It might have an electric pick-up/microphone inside.
If it does NOT, you need to mic it…perhaps a nice condenser mic like an AKG451.
If it HAS a pick-up you can connect this to a DI box – probably using a jack-to-jack ‘instrument’ cable - to get the signal to the sound desk. If your performer(s) are happy to play acoustically – without amplification – you are good to go. If they would like some sound reinforcement so they can hear each other etc, you can add the acoustic guitar to a monitor feed using an Aux output of the sound desk. If drums are involved you will definitely need to do this or they will never be heard.
Simplest is to have the guitar plugged into a guitar amplifier/combo on the stage and to put a dynamic mic (e.g. Shure SM57) right in front of the speaker making sure it is pointing at the speaker cone and not a blank part of the pretty mesh grille. This way the guitarist can adjust the amplifier to the sound they like, and half your job is done. (For this method you DON’T need a DI box, just the microphone.)

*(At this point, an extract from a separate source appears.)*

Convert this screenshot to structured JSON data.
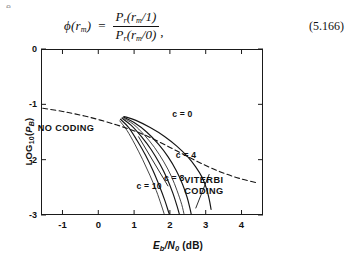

The other way for an electric guitar is to plug the guitar into a DI box and so to the sound desk. While this gets the sound into the system and we can control it, they can’t hear it on stage unless we send it back to a floor monitor using an Aux output.
Some of these have built-in speakers but they are only really for practicing, not performing. So they definitely need DI boxes…. usually two per instrument because they have stereo outputs and we need a DI Box / cable for each channel – left and right. Again, we will need to play their sound back to the stage using an Aux output so that the performers can hear it.